The conference took place on September 11, 1776, a few days after the British had captured Long Island and less than three months after the formal American Declaration of Independence. The conference was held at Billop Manor, the residence of loyalist Colonel Christopher Billop, on Staten Island, New York.
The New York and New Jersey campaign in 1776 and the winter months of 1777 was a series of American Revolutionary War battles for control of the Port of New York and the state of New Jersey, fought between British forces under General Sir William Howe and the Continental Army under General George Washington.
Washington then began to transfer regiments to New York City, which he believed the British would attack next because of the port's strategic importance. [8] [9] He had sent his second-in-command, Charles Lee, ahead to New York the previous February to establish the city's defenses. [10]
New York and New Jersey campaign, a series of battles for control of New York City and the state of New Jersey in the American Revolutionary War in 1776 and early 1777 Saratoga campaign , an attempt by the British high command for North America to gain military control of Hudson River valley during the American Revolutionary War in 1777
The Battle of Harlem Heights, September 16, 1776, New York Public Library Early on September 16, Washington received reports, which proved to be unfounded, that the British were advancing. [ 11 ] Washington, who had been expecting an attack, had ordered a party of 150 men under the command of Lieutenant Colonel Thomas Knowlton to reconnoiter ...
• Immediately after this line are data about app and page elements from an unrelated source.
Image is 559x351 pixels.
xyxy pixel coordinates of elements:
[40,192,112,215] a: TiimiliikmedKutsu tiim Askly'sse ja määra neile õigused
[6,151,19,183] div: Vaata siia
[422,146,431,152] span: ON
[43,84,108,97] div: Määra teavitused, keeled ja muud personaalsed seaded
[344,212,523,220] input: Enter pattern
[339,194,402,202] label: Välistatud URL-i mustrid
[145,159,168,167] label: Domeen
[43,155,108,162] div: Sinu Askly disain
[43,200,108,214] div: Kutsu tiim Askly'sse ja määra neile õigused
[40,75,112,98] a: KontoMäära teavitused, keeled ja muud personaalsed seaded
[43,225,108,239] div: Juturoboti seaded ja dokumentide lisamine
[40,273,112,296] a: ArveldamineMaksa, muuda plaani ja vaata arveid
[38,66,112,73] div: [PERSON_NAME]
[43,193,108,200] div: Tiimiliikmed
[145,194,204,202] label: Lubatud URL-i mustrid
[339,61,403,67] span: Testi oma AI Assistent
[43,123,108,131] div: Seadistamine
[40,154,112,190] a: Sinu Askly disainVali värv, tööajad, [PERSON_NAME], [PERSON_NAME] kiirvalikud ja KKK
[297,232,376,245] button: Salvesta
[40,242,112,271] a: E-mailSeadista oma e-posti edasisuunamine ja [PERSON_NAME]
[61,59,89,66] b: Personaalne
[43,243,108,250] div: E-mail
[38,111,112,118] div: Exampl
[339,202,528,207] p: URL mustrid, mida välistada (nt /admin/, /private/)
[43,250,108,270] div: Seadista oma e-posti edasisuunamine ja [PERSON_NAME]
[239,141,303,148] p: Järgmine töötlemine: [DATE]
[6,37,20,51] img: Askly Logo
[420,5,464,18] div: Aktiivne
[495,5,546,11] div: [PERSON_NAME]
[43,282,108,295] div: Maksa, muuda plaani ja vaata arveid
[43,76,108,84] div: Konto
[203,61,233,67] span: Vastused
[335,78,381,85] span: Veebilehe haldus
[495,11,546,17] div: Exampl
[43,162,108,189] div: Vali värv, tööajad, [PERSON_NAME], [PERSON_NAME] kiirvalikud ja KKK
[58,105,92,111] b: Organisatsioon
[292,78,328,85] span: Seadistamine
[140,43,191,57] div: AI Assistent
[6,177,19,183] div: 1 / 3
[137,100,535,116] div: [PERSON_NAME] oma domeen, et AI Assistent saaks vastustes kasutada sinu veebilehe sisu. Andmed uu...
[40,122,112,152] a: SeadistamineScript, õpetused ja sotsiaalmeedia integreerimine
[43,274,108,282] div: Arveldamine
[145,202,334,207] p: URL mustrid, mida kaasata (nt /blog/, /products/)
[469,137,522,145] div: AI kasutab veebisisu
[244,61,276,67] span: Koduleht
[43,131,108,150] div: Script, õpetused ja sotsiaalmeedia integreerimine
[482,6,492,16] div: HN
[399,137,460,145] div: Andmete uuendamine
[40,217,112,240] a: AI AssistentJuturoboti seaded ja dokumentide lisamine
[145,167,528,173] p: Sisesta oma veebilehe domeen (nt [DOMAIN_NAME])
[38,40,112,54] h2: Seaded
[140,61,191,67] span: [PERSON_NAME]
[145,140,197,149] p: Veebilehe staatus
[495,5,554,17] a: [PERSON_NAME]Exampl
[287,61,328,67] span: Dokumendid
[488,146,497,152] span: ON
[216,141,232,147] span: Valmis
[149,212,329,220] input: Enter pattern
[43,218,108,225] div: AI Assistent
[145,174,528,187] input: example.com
A portrait of Major John Andre remains upside down at the '76 House in Tappan. General George Washington turned it over when Andre was hung as a spy after giving the plans of West Point to ...
The Battle of Long Island, August 27, 1776, was a significant British victory in the early stages of the American Revolutionary War over American forces under the command of General George Washington, and the opening battle in a successful British campaign to gain control of New York City in 1776.